John Chrysostom: He said not, Come you, this man and that man, but all whosoever are in trouble, in sorrow, or in sin, not that I may exact punishment of you, but that I may remit your sins. Come you, not that I have need of your glory, but that I seek your salvation. And I will refresh you. Not, I will save you, only; but that is much greater, I will then refresh you, that is, I will set you in all quietness... And therefore in beginning the Divine Law He begins with humility, and sets before us a great reward, saying, And you shall find rest for your souls. This is the highest reward, you shall not only be made useful to others, but shall make yourself to have peace; and He gives you the promise of it before it comes, but when it is come, you shall rejoice in perpetual rest. And that they might not be afraid because He had spoken of a burden, therefore He adds, For my yoke is pleasant, and my burden light.

Hilary of Poitiers: He holds forth the inducements of a pleasant yoke, and a light burden, that to them that believe He may afford the knowledge of that good which He alone knows in the Father... And what is more pleasant than that yoke, what lighter than that burden? To be made better, to abstain from wickedness, to choose the good, and refuse the evil, to love all men, to hate none, to gain eternal things, not to be taken with things present, to be unwilling to do that to another which yourself would be pained to suffer.

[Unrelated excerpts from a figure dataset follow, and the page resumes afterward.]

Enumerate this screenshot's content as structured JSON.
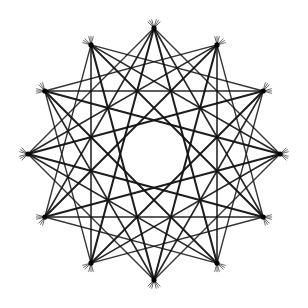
{
  "figure": {
    "type": "star-polygon-construction",
    "center": [
      154,
      154
    ],
    "radius": 126,
    "vertex_count": 12,
    "start_angle_deg": -90,
    "step_families": [
      {
        "step": 3,
        "stroke_width": 1.4,
        "opacity": 0.85
      },
      {
        "step": 4,
        "stroke_width": 1.6,
        "opacity": 0.9
      },
      {
        "step": 5,
        "stroke_width": 2.0,
        "opacity": 0.95
      }
    ],
    "colors": {
      "background": "#ffffff",
      "stroke": "#111111",
      "vertex": "#000000"
    },
    "vertex_dot_radius": 2.6,
    "tick_length": 9
  }
}
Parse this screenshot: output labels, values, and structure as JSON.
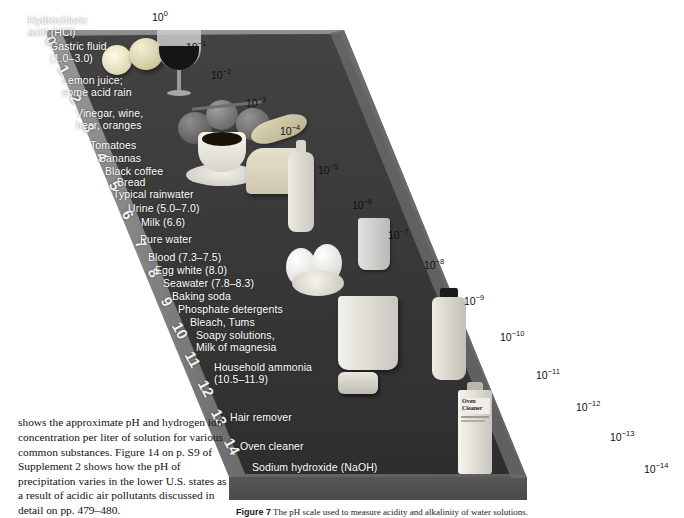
{
  "figure": {
    "ramp_color_top": "#6e6e6e",
    "ramp_color_face": "#3a3a3a",
    "ramp_color_left": "#8a8a8a",
    "label_color": "#ffffff",
    "exponent_color": "#111111"
  },
  "ph_digits": [
    "0",
    "1",
    "2",
    "3",
    "4",
    "5",
    "6",
    "7",
    "8",
    "9",
    "10",
    "11",
    "12",
    "13",
    "14"
  ],
  "exponents": [
    {
      "label": "10",
      "sup": "0"
    },
    {
      "label": "10",
      "sup": "−1"
    },
    {
      "label": "10",
      "sup": "−2"
    },
    {
      "label": "10",
      "sup": "−3"
    },
    {
      "label": "10",
      "sup": "−4"
    },
    {
      "label": "10",
      "sup": "−5"
    },
    {
      "label": "10",
      "sup": "−6"
    },
    {
      "label": "10",
      "sup": "−7"
    },
    {
      "label": "10",
      "sup": "−8"
    },
    {
      "label": "10",
      "sup": "−9"
    },
    {
      "label": "10",
      "sup": "−10"
    },
    {
      "label": "10",
      "sup": "−11"
    },
    {
      "label": "10",
      "sup": "−12"
    },
    {
      "label": "10",
      "sup": "−13"
    },
    {
      "label": "10",
      "sup": "−14"
    }
  ],
  "substances": [
    {
      "text": "Hydrochloric\nacid (HCl)"
    },
    {
      "text": "Gastric fluid\n(1.0–3.0)"
    },
    {
      "text": "Lemon juice;\nsome acid rain"
    },
    {
      "text": "Vinegar, wine,\nbeer, oranges"
    },
    {
      "text": "Tomatoes"
    },
    {
      "text": "Bananas"
    },
    {
      "text": "Black coffee"
    },
    {
      "text": "Bread"
    },
    {
      "text": "Typical rainwater"
    },
    {
      "text": "Urine (5.0–7.0)"
    },
    {
      "text": "Milk (6.6)"
    },
    {
      "text": "Pure water"
    },
    {
      "text": "Blood (7.3–7.5)"
    },
    {
      "text": "Egg white (8.0)"
    },
    {
      "text": "Seawater (7.8–8.3)"
    },
    {
      "text": "Baking soda"
    },
    {
      "text": "Phosphate detergents"
    },
    {
      "text": "Bleach, Tums"
    },
    {
      "text": "Soapy solutions,\nMilk of magnesia"
    },
    {
      "text": "Household ammonia\n(10.5–11.9)"
    },
    {
      "text": "Hair remover"
    },
    {
      "text": "Oven cleaner"
    },
    {
      "text": "Sodium hydroxide (NaOH)"
    }
  ],
  "body_text": "shows the approximate pH and hydrogen ion concentration per liter of solution for various common substances. Figure 14 on p. S9 of Supplement 2 shows how the pH of precipitation varies in the lower U.S. states as a result of acidic air pollutants discussed in detail on pp. 479–480.",
  "caption": {
    "label": "Figure 7",
    "text": "The pH scale used to measure acidity and alkalinity of water solutions."
  },
  "objects": {
    "oven_cleaner_line1": "Oven",
    "oven_cleaner_line2": "Cleaner"
  }
}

Jerome: And how is the Gospel lighter than the Law, seeing in the Law murder and adultery, but under the Gospel anger and concupiscence also, are punished? Because by the Law many things are commanded which the Apostle fully teaches us cannot be fulfilled; by the Law works are required, by the Gospel the will is sought for, which even if it goes not into act, yet does not lose its reward. The Gospel commands what we can do, as that we lust not; this is in our own power; the Law punishes not the will but the act, as adultery Suppose a virgin to have been violated in time of persecution, as here was not the will she is held as a virgin under the Gospel; under the Law she is cast out as defiled.

Gregory the Great: For a cruel yoke and hard weight of servitude it is to be subject to the things of time, to be ambitious of the things of earth, to cling to falling things, to seek to stand in things that stand not, to desire things that pass away, but to be unwilling to pass away with them. For while all things fly away against our wish, those things which had first harassed the mind in desire of gaining them, now oppress it with fear of losing them.

In Christ,
childoforthodoxy

View user's profile Send private message
 
 
 

Return to the Forum Index

Powered by the coptichymns.net Network of Coptic Hymns and Coptic Orthodox Sites.

TotalDaily
Topics:77842.23
Users:61961.78
Posts:6469618.55
 

222 unlogged users and No registered users online now.

 

Already a member? Log in above.

Not a member? Register your unique identity to participate more fully in our site!